In its new report to Congress, the US Treasury Department stated that legitimate users of digital assets can use mixer-like tools for financial privacy purposes on public blockchains. With this statement, the Ministry recorded for the first time that privacy tools are not only related to illegal transactions.
Legal and Business Uses of Privacy Tools
The report noted that citizens and institutions may not want to show their personal wealth, corporate payments, donations or consumption expenditures in public. The Treasury Department has for years discussed mixers generally in terms of sanctions risk, ransomware payments and state-sponsored illegal activity. However, this latest report also recorded for the first time that financial privacy could be a legal justification.
Seeking Balance in Regulations
While the Ministry maintains its enforcement line against practices that prevent the investigation of dark transaction histories, it pointed out that mixer and similar privacy tools can serve within the legal framework. It was stated that these tools can also provide information flow to supervisory institutions, especially if privacy protection is offered through registered and audited service providers.
Growth in Blockchain Activities and Business Concerns
The report revealed that the number of successful monthly transactions on public blockchains reached 3.8 billion at the beginning of 2025, and this figure increased by 96% on an annual basis. Thus, the size of blockchain traffic includes not only investors but also salary payments, donations, intra-company transfers and consumer spending. For large-scale transactions, confidentiality becomes important not only in terms of compliance controls but also in terms of protecting trade secrets.
Institutional Capital and Crypto Infrastructure
The digital financial technology vision implemented under the administration of US President Donald Trump and the policy documents prepared in the first quarter of 2025 aim to ensure that more corporate capital and dollar-related transactions in the sector pass through channels within the US. While approximately $1.7 billion has inflowed into spot Bitcoin ETFs in recent months, various market analyzes reveal that institutional investors have shown great interest in regulated products.
Current Situation and Future Expectations in Privacy Technologies
According to the University of Cambridge’s February 2026 report, institutions have made $1.22 trillion worth of stablecoin transactions in the last two years. But this cycle, only 0.013% happened through privacy protocols. This rate shows that the demand for privacy at the corporate level is still limited, but the potential gap is quite large.
On the other hand, FATF’s 2026 report and the evaluations of the Ministry of Treasury warned that cryptocurrencies are being used more in laundering crime proceeds and that social media, encrypted messaging and artificial intelligence-supported fraud methods are diversifying. The Ministry showed with data that mixer-related transaction volume has reached 1.6 billion dollars since May 2020, and most of it passed through certain bridges.
On the user side, Coinbase Institutional stated in its 2026 market expectation report that increasing institutional adoption has increased interest in technologies such as zero-knowledge proofs and fully homomorphic encryption. Apart from technical differences, the focus of the debate has now shifted to which providers and under what conditions privacy tools will be offered within legal limits.
The Treasury Department has recorded in federal records that users acting on legal grounds may need confidentiality in payment and reconciliation transactions. The practical consequences of this will depend on the role of regulated infrastructure providers and the scope of the control system.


Work instructions »
Read through the records below and copy each line that uses the word "Multiple".

(Data entries for graphics)
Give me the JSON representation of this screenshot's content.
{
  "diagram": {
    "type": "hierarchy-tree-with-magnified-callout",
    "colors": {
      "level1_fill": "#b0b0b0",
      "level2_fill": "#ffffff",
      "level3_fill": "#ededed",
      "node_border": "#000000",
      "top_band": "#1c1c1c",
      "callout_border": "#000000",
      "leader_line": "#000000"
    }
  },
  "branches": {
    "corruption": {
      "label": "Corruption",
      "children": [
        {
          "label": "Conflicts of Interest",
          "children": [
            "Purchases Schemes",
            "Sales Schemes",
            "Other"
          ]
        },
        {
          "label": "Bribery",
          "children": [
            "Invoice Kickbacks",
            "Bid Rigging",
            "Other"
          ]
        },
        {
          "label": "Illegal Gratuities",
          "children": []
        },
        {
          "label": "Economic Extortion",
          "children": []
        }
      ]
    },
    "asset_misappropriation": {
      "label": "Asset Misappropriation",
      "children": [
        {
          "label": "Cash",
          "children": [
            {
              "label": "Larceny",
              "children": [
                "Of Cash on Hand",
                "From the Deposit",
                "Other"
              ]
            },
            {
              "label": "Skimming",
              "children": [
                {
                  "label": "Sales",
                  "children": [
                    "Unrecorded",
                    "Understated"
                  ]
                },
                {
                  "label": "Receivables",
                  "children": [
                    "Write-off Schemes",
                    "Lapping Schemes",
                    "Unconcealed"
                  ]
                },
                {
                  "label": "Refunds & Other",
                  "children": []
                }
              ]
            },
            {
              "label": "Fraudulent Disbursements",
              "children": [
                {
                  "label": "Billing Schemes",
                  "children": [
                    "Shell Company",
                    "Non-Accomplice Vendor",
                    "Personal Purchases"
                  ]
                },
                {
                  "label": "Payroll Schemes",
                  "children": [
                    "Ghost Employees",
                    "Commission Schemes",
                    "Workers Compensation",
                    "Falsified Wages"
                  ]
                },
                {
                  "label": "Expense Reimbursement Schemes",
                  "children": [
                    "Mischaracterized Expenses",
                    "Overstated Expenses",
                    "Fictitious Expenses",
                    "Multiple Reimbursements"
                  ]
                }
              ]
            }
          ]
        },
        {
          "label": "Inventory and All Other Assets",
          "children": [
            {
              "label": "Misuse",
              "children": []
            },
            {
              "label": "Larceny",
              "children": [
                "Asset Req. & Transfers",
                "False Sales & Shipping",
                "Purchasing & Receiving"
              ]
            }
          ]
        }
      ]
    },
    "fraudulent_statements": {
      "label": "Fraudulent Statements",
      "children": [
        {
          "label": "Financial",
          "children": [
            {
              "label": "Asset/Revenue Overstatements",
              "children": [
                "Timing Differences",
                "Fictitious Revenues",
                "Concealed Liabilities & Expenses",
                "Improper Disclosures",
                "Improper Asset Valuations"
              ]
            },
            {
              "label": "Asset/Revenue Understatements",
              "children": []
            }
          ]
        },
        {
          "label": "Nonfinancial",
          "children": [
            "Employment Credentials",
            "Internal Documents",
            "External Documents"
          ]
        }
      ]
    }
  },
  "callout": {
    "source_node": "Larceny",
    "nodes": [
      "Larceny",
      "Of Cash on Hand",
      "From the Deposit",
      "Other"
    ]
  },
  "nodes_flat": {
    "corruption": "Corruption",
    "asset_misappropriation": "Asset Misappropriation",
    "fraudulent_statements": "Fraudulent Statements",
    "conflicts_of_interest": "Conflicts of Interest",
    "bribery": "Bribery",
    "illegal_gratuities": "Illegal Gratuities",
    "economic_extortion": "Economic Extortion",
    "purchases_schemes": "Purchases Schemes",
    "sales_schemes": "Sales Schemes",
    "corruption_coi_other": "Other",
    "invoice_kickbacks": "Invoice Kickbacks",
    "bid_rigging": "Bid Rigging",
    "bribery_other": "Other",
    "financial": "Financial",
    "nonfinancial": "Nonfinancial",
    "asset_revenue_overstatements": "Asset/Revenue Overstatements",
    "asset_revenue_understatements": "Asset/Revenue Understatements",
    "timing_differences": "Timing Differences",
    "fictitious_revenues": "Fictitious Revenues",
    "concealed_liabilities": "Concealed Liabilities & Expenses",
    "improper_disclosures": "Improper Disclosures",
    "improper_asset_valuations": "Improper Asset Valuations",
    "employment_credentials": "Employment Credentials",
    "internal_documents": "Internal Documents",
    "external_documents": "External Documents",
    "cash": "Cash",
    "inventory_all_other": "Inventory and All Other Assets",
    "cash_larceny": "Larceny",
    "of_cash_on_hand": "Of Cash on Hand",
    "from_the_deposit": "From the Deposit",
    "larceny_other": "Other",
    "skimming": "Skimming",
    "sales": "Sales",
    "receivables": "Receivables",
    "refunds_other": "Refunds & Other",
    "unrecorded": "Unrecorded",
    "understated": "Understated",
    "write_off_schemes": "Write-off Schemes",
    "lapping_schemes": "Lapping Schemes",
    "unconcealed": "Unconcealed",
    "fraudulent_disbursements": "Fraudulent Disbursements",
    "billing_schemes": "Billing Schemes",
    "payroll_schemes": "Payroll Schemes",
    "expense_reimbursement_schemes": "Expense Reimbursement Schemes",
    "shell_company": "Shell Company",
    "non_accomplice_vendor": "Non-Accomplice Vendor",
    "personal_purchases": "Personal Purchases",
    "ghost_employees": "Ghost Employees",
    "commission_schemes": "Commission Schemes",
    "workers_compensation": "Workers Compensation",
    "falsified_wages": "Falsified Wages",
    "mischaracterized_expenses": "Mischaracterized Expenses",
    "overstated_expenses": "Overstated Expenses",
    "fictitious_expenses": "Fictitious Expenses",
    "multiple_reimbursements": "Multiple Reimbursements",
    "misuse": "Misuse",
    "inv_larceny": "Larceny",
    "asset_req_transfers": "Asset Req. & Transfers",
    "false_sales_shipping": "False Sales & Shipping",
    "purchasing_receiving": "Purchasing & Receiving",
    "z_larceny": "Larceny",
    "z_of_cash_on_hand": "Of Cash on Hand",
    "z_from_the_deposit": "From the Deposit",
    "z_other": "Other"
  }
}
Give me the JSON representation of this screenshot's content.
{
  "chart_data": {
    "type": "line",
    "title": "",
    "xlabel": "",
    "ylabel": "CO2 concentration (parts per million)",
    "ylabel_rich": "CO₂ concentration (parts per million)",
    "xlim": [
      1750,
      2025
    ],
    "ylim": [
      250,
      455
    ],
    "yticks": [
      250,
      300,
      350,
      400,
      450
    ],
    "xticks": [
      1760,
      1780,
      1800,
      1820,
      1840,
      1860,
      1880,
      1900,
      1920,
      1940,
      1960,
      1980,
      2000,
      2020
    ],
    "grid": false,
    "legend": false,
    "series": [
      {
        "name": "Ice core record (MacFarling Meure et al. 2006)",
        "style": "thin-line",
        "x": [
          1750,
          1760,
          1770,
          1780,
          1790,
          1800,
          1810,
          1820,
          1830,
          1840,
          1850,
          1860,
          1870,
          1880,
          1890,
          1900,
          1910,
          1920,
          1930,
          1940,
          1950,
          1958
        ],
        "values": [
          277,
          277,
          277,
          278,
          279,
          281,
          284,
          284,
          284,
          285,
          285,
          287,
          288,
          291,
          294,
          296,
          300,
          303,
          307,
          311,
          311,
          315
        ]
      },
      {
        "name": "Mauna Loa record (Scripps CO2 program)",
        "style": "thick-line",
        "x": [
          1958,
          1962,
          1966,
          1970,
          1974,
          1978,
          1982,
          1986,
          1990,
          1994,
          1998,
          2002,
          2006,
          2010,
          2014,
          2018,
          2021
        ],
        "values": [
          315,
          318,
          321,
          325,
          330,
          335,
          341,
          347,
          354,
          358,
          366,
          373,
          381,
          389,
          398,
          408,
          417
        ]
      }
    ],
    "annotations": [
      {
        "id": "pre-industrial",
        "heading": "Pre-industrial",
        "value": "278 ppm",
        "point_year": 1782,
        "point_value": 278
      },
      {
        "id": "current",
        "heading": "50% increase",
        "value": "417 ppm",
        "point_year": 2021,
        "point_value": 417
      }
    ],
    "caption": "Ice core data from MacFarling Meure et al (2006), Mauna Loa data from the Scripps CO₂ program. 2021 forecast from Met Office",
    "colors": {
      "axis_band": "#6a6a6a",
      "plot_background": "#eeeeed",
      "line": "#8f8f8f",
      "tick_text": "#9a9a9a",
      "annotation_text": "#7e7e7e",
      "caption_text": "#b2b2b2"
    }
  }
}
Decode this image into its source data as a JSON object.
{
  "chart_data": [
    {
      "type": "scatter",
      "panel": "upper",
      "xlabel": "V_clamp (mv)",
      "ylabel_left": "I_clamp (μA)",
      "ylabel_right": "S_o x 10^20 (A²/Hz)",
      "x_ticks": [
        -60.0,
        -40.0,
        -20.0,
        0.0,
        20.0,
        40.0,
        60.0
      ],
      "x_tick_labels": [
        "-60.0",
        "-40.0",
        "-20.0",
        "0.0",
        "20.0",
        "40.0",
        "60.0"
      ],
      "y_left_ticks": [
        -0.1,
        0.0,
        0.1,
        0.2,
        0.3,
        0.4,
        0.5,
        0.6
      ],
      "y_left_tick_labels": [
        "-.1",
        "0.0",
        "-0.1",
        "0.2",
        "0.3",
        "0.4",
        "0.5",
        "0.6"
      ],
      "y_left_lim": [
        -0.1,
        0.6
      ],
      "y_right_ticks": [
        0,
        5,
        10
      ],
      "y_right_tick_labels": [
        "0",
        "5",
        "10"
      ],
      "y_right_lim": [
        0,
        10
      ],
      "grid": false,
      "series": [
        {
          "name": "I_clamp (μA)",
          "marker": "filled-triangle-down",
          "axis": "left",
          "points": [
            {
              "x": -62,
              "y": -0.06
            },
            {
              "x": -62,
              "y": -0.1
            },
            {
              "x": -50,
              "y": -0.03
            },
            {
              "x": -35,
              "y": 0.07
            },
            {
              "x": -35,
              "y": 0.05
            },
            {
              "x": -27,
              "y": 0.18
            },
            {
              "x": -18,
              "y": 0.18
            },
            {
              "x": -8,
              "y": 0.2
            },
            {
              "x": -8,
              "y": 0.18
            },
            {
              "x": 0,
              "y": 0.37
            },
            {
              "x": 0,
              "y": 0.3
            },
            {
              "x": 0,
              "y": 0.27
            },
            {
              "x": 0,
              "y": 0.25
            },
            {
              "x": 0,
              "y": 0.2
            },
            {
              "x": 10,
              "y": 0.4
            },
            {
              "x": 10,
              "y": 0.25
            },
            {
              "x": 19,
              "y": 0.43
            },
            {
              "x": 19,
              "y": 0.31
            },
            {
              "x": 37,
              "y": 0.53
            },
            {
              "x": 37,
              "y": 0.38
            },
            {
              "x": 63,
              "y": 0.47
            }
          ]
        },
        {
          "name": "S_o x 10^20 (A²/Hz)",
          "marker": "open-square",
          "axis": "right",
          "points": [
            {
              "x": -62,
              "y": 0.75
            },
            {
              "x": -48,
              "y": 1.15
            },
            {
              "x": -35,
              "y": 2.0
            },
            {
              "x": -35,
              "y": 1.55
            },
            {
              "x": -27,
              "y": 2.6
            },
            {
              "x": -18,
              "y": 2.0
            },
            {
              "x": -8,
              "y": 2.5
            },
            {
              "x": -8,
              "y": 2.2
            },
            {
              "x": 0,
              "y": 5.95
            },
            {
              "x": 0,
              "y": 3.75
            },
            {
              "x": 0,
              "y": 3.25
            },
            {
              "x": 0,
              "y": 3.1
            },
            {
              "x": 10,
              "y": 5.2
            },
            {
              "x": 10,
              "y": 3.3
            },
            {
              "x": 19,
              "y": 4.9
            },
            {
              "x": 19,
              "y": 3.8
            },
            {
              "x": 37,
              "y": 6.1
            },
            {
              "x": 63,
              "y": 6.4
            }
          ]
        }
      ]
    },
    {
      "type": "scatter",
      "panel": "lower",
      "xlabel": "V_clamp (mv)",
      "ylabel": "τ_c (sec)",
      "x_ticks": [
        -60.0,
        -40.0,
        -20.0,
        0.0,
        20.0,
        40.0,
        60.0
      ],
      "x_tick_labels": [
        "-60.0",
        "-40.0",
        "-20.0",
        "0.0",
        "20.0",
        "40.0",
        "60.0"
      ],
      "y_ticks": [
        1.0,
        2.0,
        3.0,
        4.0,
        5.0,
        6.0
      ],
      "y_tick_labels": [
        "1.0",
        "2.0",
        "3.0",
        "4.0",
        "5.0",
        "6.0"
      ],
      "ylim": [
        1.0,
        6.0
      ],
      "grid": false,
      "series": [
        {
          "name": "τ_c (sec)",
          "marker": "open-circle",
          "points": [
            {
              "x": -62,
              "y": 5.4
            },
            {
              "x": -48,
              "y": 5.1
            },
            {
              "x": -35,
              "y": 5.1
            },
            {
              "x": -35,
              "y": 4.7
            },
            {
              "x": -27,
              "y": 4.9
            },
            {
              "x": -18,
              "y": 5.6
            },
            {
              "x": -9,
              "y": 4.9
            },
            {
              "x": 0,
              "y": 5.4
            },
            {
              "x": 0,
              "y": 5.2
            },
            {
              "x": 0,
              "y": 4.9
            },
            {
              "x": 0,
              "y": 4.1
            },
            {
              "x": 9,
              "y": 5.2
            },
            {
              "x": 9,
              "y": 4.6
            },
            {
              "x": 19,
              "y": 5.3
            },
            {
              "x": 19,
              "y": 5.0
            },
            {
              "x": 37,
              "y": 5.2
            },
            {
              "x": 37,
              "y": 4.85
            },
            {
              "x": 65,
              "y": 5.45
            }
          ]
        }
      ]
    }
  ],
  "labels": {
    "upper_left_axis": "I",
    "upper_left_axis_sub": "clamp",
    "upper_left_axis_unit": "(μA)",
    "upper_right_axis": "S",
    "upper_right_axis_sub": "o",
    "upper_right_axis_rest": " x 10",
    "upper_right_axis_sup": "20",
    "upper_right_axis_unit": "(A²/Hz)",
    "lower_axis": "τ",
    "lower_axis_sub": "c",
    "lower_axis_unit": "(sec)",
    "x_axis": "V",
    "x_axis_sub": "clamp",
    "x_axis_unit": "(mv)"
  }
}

Exercise response »
                    "Multiple Reimbursements"
    "multiple_reimbursements": "Multiple Reimbursements",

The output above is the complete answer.